1. AI will move from assistance to evaluation.
AI will not only review manuscripts and research proposals, but also generate structured scores for reproducibility, relevance, significance, and perhaps methodological rigor. Commercial versions will likely offer different levels of analysis depending on cost, from basic screening to full literature comparison and hypothesis generation.
2. Publishers, funders, and researchers will all adopt it for efficiency.
Funding agencies and scientific publishers will use AI tools to accelerate the review process and handle more submissions with fewer delays. Individual researchers will also subscribe to basic AI functions to improve manuscripts before submission and to identify weaknesses earlier in the writing process.

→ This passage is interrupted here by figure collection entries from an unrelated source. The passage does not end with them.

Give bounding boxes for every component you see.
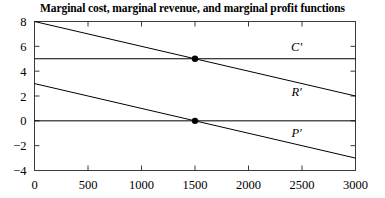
series-label-Rprime: R′	[290, 85, 302, 99]
series-label-Cprime: C′	[291, 40, 302, 54]
plot-area: −4−202468 050010001500200025003000 C′R′P…	[0, 0, 385, 198]
data-series-lines	[35, 22, 356, 159]
x-axis-tick-labels: 050010001500200025003000	[31, 178, 368, 192]
x-tick-label: 0	[31, 178, 37, 192]
y-tick-label: 0	[20, 114, 26, 128]
figure: Marginal cost, marginal revenue, and mar…	[0, 0, 385, 198]
x-tick-label: 1500	[183, 178, 208, 192]
y-tick-label: 4	[20, 65, 27, 79]
y-tick-label: −4	[13, 164, 27, 178]
y-axis-tick-labels: −4−202468	[13, 15, 27, 178]
y-tick-label: −2	[13, 139, 26, 153]
x-tick-label: 2000	[236, 178, 261, 192]
x-tick-label: 3000	[343, 178, 368, 192]
x-tick-label: 500	[79, 178, 98, 192]
series-inline-labels: C′R′P′	[290, 40, 302, 140]
y-tick-label: 6	[20, 40, 26, 54]
data-point-markers	[192, 56, 198, 124]
x-tick-label: 1000	[129, 178, 154, 192]
data-point-marker	[192, 118, 198, 124]
x-axis-ticks	[88, 22, 302, 171]
y-tick-label: 2	[20, 90, 26, 104]
y-tick-label: 8	[20, 15, 26, 29]
axes-frame	[35, 22, 356, 171]
series-label-Pprime: P′	[290, 126, 302, 140]
x-tick-label: 2500	[290, 178, 315, 192]
data-point-marker	[192, 56, 198, 62]
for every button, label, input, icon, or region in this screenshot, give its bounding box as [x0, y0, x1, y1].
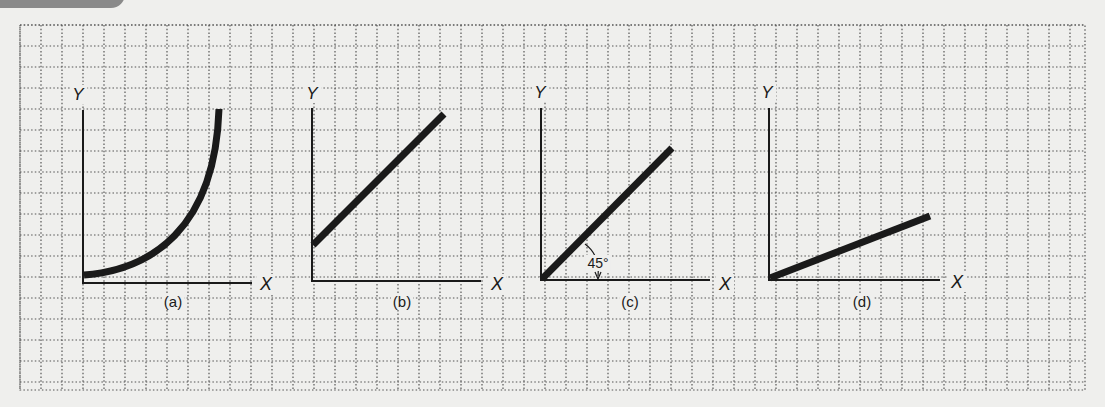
x-axis-label: X	[259, 274, 273, 294]
figure-canvas: Y X (a) Y X (b) 45° Y X (c) Y X (d)	[0, 0, 1105, 407]
panel-caption: (b)	[393, 293, 411, 310]
panel-caption: (c)	[621, 293, 639, 310]
x-axis-label: X	[950, 272, 964, 292]
x-axis-label: X	[490, 274, 504, 294]
linear-line	[313, 114, 444, 245]
shallow-line	[770, 216, 930, 278]
y-axis-label: Y	[306, 84, 319, 103]
angle-label: 45°	[587, 255, 608, 271]
x-axis-label: X	[718, 274, 732, 294]
panel-caption: (d)	[853, 293, 871, 310]
y-axis-label: Y	[72, 85, 85, 104]
y-axis-label: Y	[761, 83, 774, 102]
panel-a: Y X (a)	[70, 85, 275, 310]
panel-c: 45° Y X (c)	[532, 83, 734, 310]
panel-d: Y X (d)	[759, 83, 966, 310]
panel-caption: (a)	[164, 293, 182, 310]
y-axis-label: Y	[534, 83, 547, 102]
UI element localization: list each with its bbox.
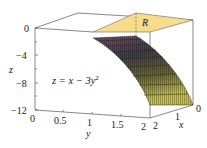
y-tick-1.5: 1.5 [111,119,124,130]
z-axis [35,28,38,110]
y-tick-0: 0 [30,113,35,124]
z-tick-neg12: −12 [11,105,27,116]
z-tick-0: 0 [24,23,29,34]
equation-label: z = x − 3y2 [51,74,99,86]
surface-plot: R 0 −4 −8 −12 z [0,0,207,148]
x-axis-label: x [178,119,184,130]
y-axis-label: y [85,128,91,139]
x-tick-2: 2 [153,120,158,131]
region-label: R [141,17,148,28]
z-tick-neg4: −4 [16,50,27,61]
surface [93,36,193,105]
z-axis-label: z [8,64,13,75]
x-tick-0: 0 [196,103,201,114]
y-tick-0.5: 0.5 [54,115,67,126]
z-tick-neg8: −8 [16,78,27,89]
y-tick-1: 1 [87,117,92,128]
y-tick-2: 2 [141,121,146,132]
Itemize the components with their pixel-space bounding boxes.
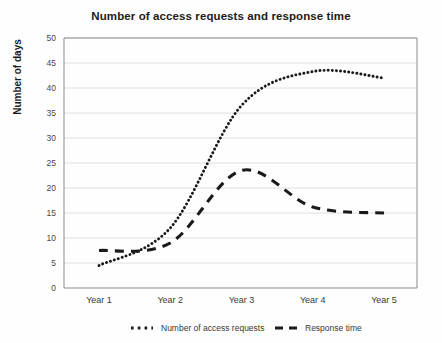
legend-label: Number of access requests [161,323,264,333]
y-tick-label: 10 [47,233,57,243]
y-tick-label: 45 [47,58,57,68]
y-tick-label: 50 [47,33,57,43]
y-tick-label: 20 [47,183,57,193]
x-tick-label: Year 2 [157,295,183,305]
series-line [99,170,384,251]
y-tick-label: 0 [51,283,56,293]
y-tick-label: 30 [47,133,57,143]
legend-group: Number of access requestsResponse time [131,323,362,333]
chart-container: Number of access requests and response t… [0,0,442,343]
x-tick-label: Year 5 [371,295,397,305]
series-line [99,70,384,265]
x-tick-label: Year 1 [86,295,112,305]
x-tick-labels-group: Year 1Year 2Year 3Year 4Year 5 [86,295,397,305]
y-tick-label: 40 [47,83,57,93]
gridlines-group [64,38,417,263]
y-tick-label: 5 [51,258,56,268]
plot-svg: 05101520253035404550 Year 1Year 2Year 3Y… [0,0,442,343]
y-tick-label: 25 [47,158,57,168]
y-tick-label: 35 [47,108,57,118]
x-tick-label: Year 3 [229,295,255,305]
y-tick-label: 15 [47,208,57,218]
x-tick-label: Year 4 [300,295,326,305]
legend-label: Response time [305,323,362,333]
series-lines-group [99,70,384,265]
y-tick-labels-group: 05101520253035404550 [47,33,57,293]
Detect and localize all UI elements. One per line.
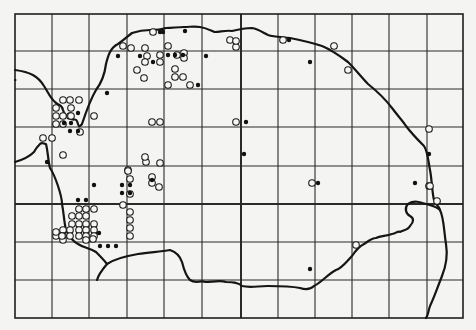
open-circle-record — [149, 119, 156, 126]
open-circle-record — [127, 233, 134, 240]
open-circle-record — [83, 237, 90, 244]
open-circle-record — [142, 45, 149, 52]
open-circle-record — [76, 206, 83, 213]
filled-dot-record — [116, 54, 120, 58]
open-circle-record — [40, 135, 47, 142]
open-circle-record — [309, 180, 316, 187]
filled-dot-record — [120, 183, 124, 187]
filled-dot-record — [114, 244, 118, 248]
filled-dot-record — [150, 178, 154, 182]
open-circle-record — [68, 113, 75, 120]
filled-dot-record — [151, 60, 155, 64]
filled-dot-record — [242, 152, 246, 156]
filled-dot-record — [84, 198, 88, 202]
open-circle-record — [90, 236, 97, 243]
open-circle-record — [233, 38, 240, 45]
filled-dot-record — [128, 191, 132, 195]
filled-dot-record — [76, 198, 80, 202]
filled-dot-record — [76, 111, 80, 115]
open-circle-record — [280, 37, 287, 44]
open-circle-record — [53, 105, 60, 112]
filled-dot-record — [128, 183, 132, 187]
open-circle-record — [83, 206, 90, 213]
filled-dot-record — [244, 120, 248, 124]
filled-dot-record — [427, 152, 431, 156]
open-circle-record — [187, 82, 194, 89]
open-circle-record — [427, 183, 434, 190]
open-circle-record — [76, 97, 83, 104]
filled-dot-record — [92, 183, 96, 187]
filled-dot-record — [413, 181, 417, 185]
filled-dot-record — [166, 53, 170, 57]
open-circle-record — [76, 233, 83, 240]
filled-dot-record — [62, 121, 66, 125]
open-circle-record — [67, 97, 74, 104]
open-circle-record — [150, 29, 157, 36]
filled-dot-record — [308, 60, 312, 64]
open-circle-record — [157, 59, 164, 66]
open-circle-record — [68, 105, 75, 112]
open-circle-record — [69, 213, 76, 220]
open-circle-record — [120, 43, 127, 50]
open-circle-record — [76, 213, 83, 220]
open-circle-record — [331, 43, 338, 50]
filled-dot-record — [68, 129, 72, 133]
open-circle-record — [134, 67, 141, 74]
open-circle-record — [53, 229, 60, 236]
open-circle-record — [127, 217, 134, 224]
filled-dot-record — [181, 53, 185, 57]
open-circle-record — [156, 184, 163, 191]
open-circle-record — [353, 242, 360, 249]
open-circle-record — [157, 52, 164, 59]
open-circle-record — [83, 213, 90, 220]
open-circle-record — [128, 45, 135, 52]
open-circle-record — [165, 82, 172, 89]
open-circle-record — [127, 209, 134, 216]
open-circle-record — [127, 225, 134, 232]
open-circle-record — [426, 126, 433, 133]
open-circle-record — [157, 160, 164, 167]
filled-dot-record — [69, 121, 73, 125]
filled-dot-record — [196, 83, 200, 87]
open-circle-record — [91, 113, 98, 120]
filled-dot-record — [204, 54, 208, 58]
filled-dot-record — [45, 160, 49, 164]
filled-dot-record — [105, 91, 109, 95]
distribution-map — [0, 0, 476, 330]
filled-dot-record — [98, 244, 102, 248]
open-circle-record — [120, 202, 127, 209]
open-circle-record — [434, 198, 441, 205]
filled-dot-record — [308, 267, 312, 271]
open-circle-record — [142, 154, 149, 161]
open-circle-record — [60, 97, 67, 104]
filled-dot-record — [183, 29, 187, 33]
filled-dot-record — [138, 54, 142, 58]
open-circle-record — [67, 233, 74, 240]
open-circle-record — [91, 206, 98, 213]
open-circle-record — [142, 59, 149, 66]
open-circle-record — [157, 119, 164, 126]
open-circle-record — [49, 135, 56, 142]
open-circle-record — [172, 74, 179, 81]
open-circle-record — [127, 176, 134, 183]
filled-dot-record — [106, 244, 110, 248]
open-circle-record — [180, 74, 187, 81]
filled-dot-record — [316, 181, 320, 185]
open-circle-record — [233, 119, 240, 126]
filled-dot-record — [97, 231, 101, 235]
open-circle-record — [60, 152, 67, 159]
filled-dot-record — [120, 191, 124, 195]
open-circle-record — [59, 233, 66, 240]
open-circle-record — [53, 113, 60, 120]
open-circle-record — [125, 168, 132, 175]
filled-dot-record — [161, 30, 165, 34]
open-circle-record — [60, 113, 67, 120]
open-circle-record — [345, 67, 352, 74]
open-circle-record — [172, 66, 179, 73]
filled-dot-record — [76, 129, 80, 133]
open-circle-record — [165, 43, 172, 50]
filled-dot-record — [287, 38, 291, 42]
open-circle-record — [53, 121, 60, 128]
filled-dot-record — [173, 53, 177, 57]
open-circle-record — [141, 75, 148, 82]
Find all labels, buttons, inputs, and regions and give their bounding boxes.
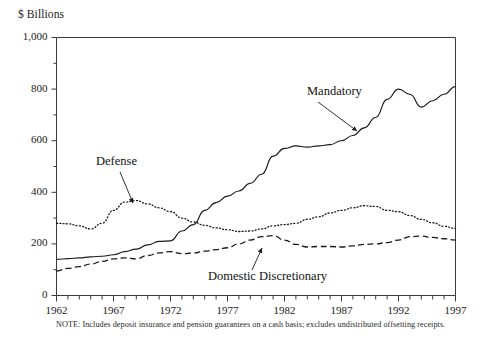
x-tick-label: 1987 xyxy=(331,304,354,316)
y-axis-ticks: 02004006008001,000 xyxy=(23,30,57,300)
x-tick-label: 1972 xyxy=(160,304,182,316)
series-line-mandatory xyxy=(57,87,456,260)
line-chart: 02004006008001,000 196219671972197719821… xyxy=(0,0,482,340)
annotation-arrow-domestic-discretionary xyxy=(252,248,262,270)
chart-footnote: NOTE: Includes deposit insurance and pen… xyxy=(56,320,445,329)
annotation-arrow-mandatory xyxy=(318,102,357,131)
y-tick-label: 0 xyxy=(42,288,48,300)
x-tick-label: 1977 xyxy=(217,304,240,316)
data-series-group xyxy=(57,87,456,271)
x-tick-label: 1992 xyxy=(388,304,410,316)
annotation-label-mandatory: Mandatory xyxy=(307,84,363,98)
y-tick-label: 400 xyxy=(31,185,48,197)
x-tick-label: 1982 xyxy=(274,304,296,316)
x-tick-label: 1967 xyxy=(103,304,126,316)
annotation-label-domestic-discretionary: Domestic Discretionary xyxy=(208,269,328,283)
y-tick-label: 600 xyxy=(31,133,48,145)
x-tick-label: 1962 xyxy=(46,304,68,316)
series-annotations: MandatoryDefenseDomestic Discretionary xyxy=(96,84,363,283)
y-tick-label: 800 xyxy=(31,82,48,94)
x-tick-label: 1997 xyxy=(445,304,468,316)
series-line-defense xyxy=(57,201,456,232)
y-tick-label: 1,000 xyxy=(23,30,48,42)
annotation-label-defense: Defense xyxy=(96,154,137,168)
y-tick-label: 200 xyxy=(31,236,48,248)
annotation-arrow-defense xyxy=(120,172,133,203)
figure-container: $ Billions 02004006008001,000 1962196719… xyxy=(0,0,482,340)
series-line-domestic-discretionary xyxy=(57,236,456,271)
x-axis-ticks: 19621967197219771982198719921997 xyxy=(46,296,468,316)
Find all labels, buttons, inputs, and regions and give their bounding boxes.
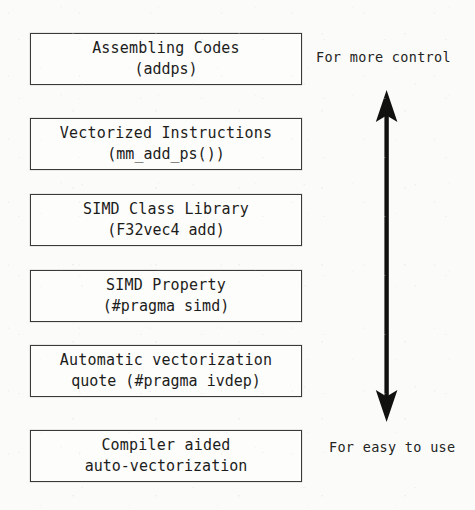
box-primary-label: Compiler aided	[101, 435, 230, 456]
axis-label-top: For more control	[316, 48, 451, 66]
box-secondary-label: (F32vec4 add)	[107, 220, 224, 241]
double-headed-arrow-icon	[355, 88, 419, 424]
diagram-box-vectorized-instructions: Vectorized Instructions (mm_add_ps())	[30, 118, 302, 170]
box-primary-label: Vectorized Instructions	[60, 123, 272, 144]
diagram-box-assembling-codes: Assembling Codes (addps)	[30, 33, 302, 85]
box-primary-label: SIMD Class Library	[83, 199, 249, 220]
diagram-box-simd-class-library: SIMD Class Library (F32vec4 add)	[30, 194, 302, 246]
box-secondary-label: (addps)	[134, 59, 197, 80]
diagram-box-automatic-vectorization: Automatic vectorization quote (#pragma i…	[30, 345, 302, 397]
box-secondary-label: quote (#pragma ivdep)	[71, 371, 261, 392]
axis-label-bottom: For easy to use	[329, 438, 455, 456]
box-primary-label: Assembling Codes	[92, 38, 240, 59]
diagram-box-simd-property: SIMD Property (#pragma simd)	[30, 270, 302, 322]
box-primary-label: Automatic vectorization	[60, 350, 272, 371]
box-secondary-label: (mm_add_ps())	[107, 144, 224, 165]
box-secondary-label: (#pragma simd)	[103, 296, 229, 317]
box-primary-label: SIMD Property	[106, 275, 226, 296]
diagram-box-compiler-aided: Compiler aided auto-vectorization	[30, 430, 302, 482]
vectorization-ladder-diagram: Assembling Codes (addps) Vectorized Inst…	[0, 0, 475, 510]
box-secondary-label: auto-vectorization	[85, 456, 248, 477]
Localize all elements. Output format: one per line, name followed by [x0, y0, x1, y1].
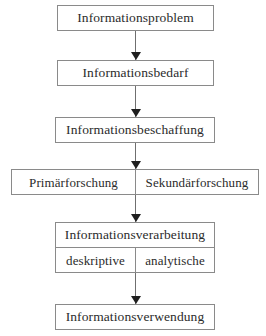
node-cell-deskriptive[interactable]: deskriptive	[56, 248, 135, 272]
node-label-primaerforschung: Primärforschung	[29, 176, 118, 189]
node-cell-sekundaerforschung[interactable]: Sekundärforschung	[135, 170, 258, 194]
arrow-down-icon	[131, 296, 141, 304]
node-label-informationsverarbeitung: Informationsverarbeitung	[65, 228, 205, 242]
node-label-sekundaerforschung: Sekundärforschung	[146, 176, 249, 189]
node-subrow-informationsverarbeitung: deskriptive analytische	[56, 247, 214, 272]
node-label-informationsverwendung: Informationsverwendung	[66, 310, 205, 324]
node-label-analytische: analytische	[145, 254, 205, 267]
node-informationsproblem[interactable]: Informationsproblem	[57, 5, 214, 31]
arrow-down-icon	[131, 161, 141, 169]
node-label-informationsbeschaffung: Informationsbeschaffung	[66, 123, 204, 137]
node-informationsverwendung[interactable]: Informationsverwendung	[55, 304, 215, 330]
arrow-down-icon	[131, 109, 141, 117]
flowchart-diagram: Informationsproblem Informationsbedarf I…	[0, 0, 266, 336]
arrow-down-icon	[131, 214, 141, 222]
node-informationsverarbeitung[interactable]: Informationsverarbeitung deskriptive ana…	[55, 222, 215, 273]
node-label-informationsproblem: Informationsproblem	[77, 11, 194, 25]
node-title-row-informationsverarbeitung: Informationsverarbeitung	[56, 223, 214, 247]
arrow-down-icon	[131, 52, 141, 60]
node-cell-analytische[interactable]: analytische	[135, 248, 214, 272]
node-label-deskriptive: deskriptive	[66, 254, 125, 267]
node-informationsbeschaffung[interactable]: Informationsbeschaffung	[55, 117, 215, 143]
node-label-informationsbedarf: Informationsbedarf	[82, 66, 188, 80]
node-informationsbedarf[interactable]: Informationsbedarf	[57, 60, 214, 86]
node-forschung-split[interactable]: Primärforschung Sekundärforschung	[11, 169, 259, 195]
node-cell-primaerforschung[interactable]: Primärforschung	[12, 170, 135, 194]
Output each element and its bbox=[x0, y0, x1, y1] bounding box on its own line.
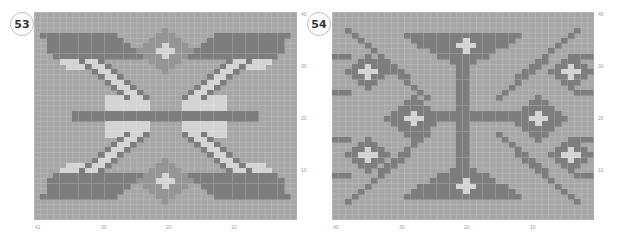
stitch-cell bbox=[345, 137, 352, 143]
stitch-cell bbox=[391, 163, 398, 169]
stitch-cell bbox=[509, 85, 516, 91]
stitch-cell bbox=[358, 189, 365, 195]
chart-53-y-tick: 10 bbox=[301, 167, 307, 173]
stitch-cell bbox=[220, 80, 227, 86]
stitch-cell bbox=[162, 199, 169, 205]
stitch-cell bbox=[574, 80, 581, 86]
chart-54-badge: 54 bbox=[307, 12, 331, 36]
chart-53-y-tick: 40 bbox=[301, 11, 307, 17]
chart-53-grid bbox=[34, 12, 297, 220]
stitch-cell bbox=[587, 173, 594, 179]
stitch-cell bbox=[587, 152, 594, 158]
stitch-cell bbox=[502, 43, 509, 49]
chart-53-badge: 53 bbox=[10, 12, 34, 36]
stitch-cell bbox=[284, 194, 291, 200]
stitch-cell bbox=[345, 199, 352, 205]
stitch-cell bbox=[124, 147, 131, 153]
chart-54-x-tick: 10 bbox=[530, 224, 536, 230]
stitch-cell bbox=[259, 64, 266, 70]
knitting-chart-54 bbox=[332, 12, 594, 220]
stitch-cell bbox=[371, 178, 378, 184]
stitch-cell bbox=[378, 74, 385, 80]
chart-54-y-tick: 30 bbox=[598, 63, 604, 69]
chart-53-y-tick: 30 bbox=[301, 63, 307, 69]
stitch-cell bbox=[214, 85, 221, 91]
stitch-cell bbox=[117, 152, 124, 158]
stitch-cell bbox=[424, 132, 431, 138]
stitch-cell bbox=[535, 64, 542, 70]
stitch-cell bbox=[365, 168, 372, 174]
stitch-cell bbox=[271, 54, 278, 60]
stitch-cell bbox=[162, 69, 169, 75]
stitch-cell bbox=[352, 194, 359, 200]
stitch-cell bbox=[345, 90, 352, 96]
stitch-cell bbox=[365, 85, 372, 91]
stitch-cell bbox=[555, 121, 562, 127]
stitch-cell bbox=[548, 48, 555, 54]
knitting-chart-53 bbox=[34, 12, 297, 220]
stitch-cell bbox=[169, 194, 176, 200]
chart-54-y-tick: 10 bbox=[598, 167, 604, 173]
stitch-cell bbox=[574, 28, 581, 34]
stitch-cell bbox=[581, 74, 588, 80]
chart-54-y-tick: 40 bbox=[598, 11, 604, 17]
stitch-cell bbox=[130, 142, 137, 148]
stitch-cell bbox=[226, 74, 233, 80]
stitch-cell bbox=[111, 194, 118, 200]
chart-53-y-tick: 20 bbox=[301, 115, 307, 121]
stitch-cell bbox=[522, 74, 529, 80]
stitch-cell bbox=[515, 194, 522, 200]
stitch-cell bbox=[529, 69, 536, 75]
chart-53-x-tick: 10 bbox=[231, 224, 237, 230]
stitch-cell bbox=[515, 33, 522, 39]
stitch-cell bbox=[265, 59, 272, 65]
stitch-cell bbox=[117, 189, 124, 195]
chart-54-y-tick: 20 bbox=[598, 115, 604, 121]
stitch-cell bbox=[365, 184, 372, 190]
stitch-cell bbox=[587, 69, 594, 75]
stitch-cell bbox=[252, 116, 259, 122]
chart-54-x-tick: 40 bbox=[333, 224, 339, 230]
stitch-cell bbox=[483, 54, 490, 60]
chart-53-x-tick: 20 bbox=[166, 224, 172, 230]
stitch-cell bbox=[587, 54, 594, 60]
stitch-cell bbox=[284, 33, 291, 39]
stitch-cell bbox=[371, 80, 378, 86]
stitch-cell bbox=[515, 80, 522, 86]
stitch-cell bbox=[509, 38, 516, 44]
stitch-cell bbox=[430, 121, 437, 127]
stitch-cell bbox=[111, 158, 118, 164]
stitch-cell bbox=[470, 59, 477, 65]
stitch-cell bbox=[124, 184, 131, 190]
stitch-cell bbox=[542, 132, 549, 138]
stitch-cell bbox=[105, 163, 112, 169]
stitch-cell bbox=[548, 126, 555, 132]
chart-53-x-tick: 41 bbox=[35, 224, 41, 230]
stitch-cell bbox=[587, 90, 594, 96]
stitch-cell bbox=[404, 152, 411, 158]
stitch-cell bbox=[220, 132, 227, 138]
stitch-cell bbox=[278, 48, 285, 54]
stitch-cell bbox=[587, 137, 594, 143]
stitch-cell bbox=[502, 90, 509, 96]
stitch-cell bbox=[542, 59, 549, 65]
stitch-cell bbox=[411, 142, 418, 148]
chart-54-x-tick: 20 bbox=[464, 224, 470, 230]
chart-54-x-tick: 30 bbox=[399, 224, 405, 230]
stitch-cell bbox=[535, 137, 542, 143]
chart-54-grid bbox=[332, 12, 594, 220]
stitch-cell bbox=[574, 199, 581, 205]
stitch-cell bbox=[417, 137, 424, 143]
stitch-cell bbox=[561, 38, 568, 44]
stitch-cell bbox=[378, 173, 385, 179]
stitch-cell bbox=[233, 69, 240, 75]
stitch-cell bbox=[489, 48, 496, 54]
stitch-cell bbox=[561, 116, 568, 122]
stitch-cell bbox=[137, 137, 144, 143]
stitch-cell bbox=[345, 173, 352, 179]
stitch-cell bbox=[574, 163, 581, 169]
stitch-cell bbox=[568, 33, 575, 39]
stitch-cell bbox=[345, 54, 352, 60]
stitch-cell bbox=[384, 168, 391, 174]
stitch-cell bbox=[424, 95, 431, 101]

3. A new type of journal will emerge.
Eventually, journals may stop defining themselves mainly as gatekeepers. Instead, every submitted manuscript could receive a full AI-based review within minutes at low cost. The journal’s main job would then be different: not deciding whether a paper deserves to exist, but helping readers discover which papers are most worth reading based on significance, public interest, or personal relevance. Readers could also comment directly on studies, creating a more open and continuous evaluation system. In that sense, scientific publishing may begin to resemble YouTube or TikTok—not in superficiality, but in recommendation-driven discovery.
4. Institutions will normalize AI-reviewed preprints.
Research institutes and government agencies will subscribe to these tools and provide them to their members. Researchers will use them to review and score their own manuscripts before posting them to preprint servers, labeling them as “reviewed” or “evaluated.” If that system becomes standardized and trusted, more preprints may be indexed and taken seriously as part of the formal scientific record. Fewer studies will be trapped in endless review cycles, and less knowledge will be lost simply because it failed to clear the prestige threshold of a particular journal.
If this prediction turns out to be correct, then the pay-to-publish model is living on borrowed time. Once evaluation, dissemination, and discovery can be separated from traditional journal gatekeeping, the current system will be much harder to justify. Scientific publishing will not disappear, but its value proposition will have to change—from controlling access to knowledge toward organizing, evaluating, and recommending it.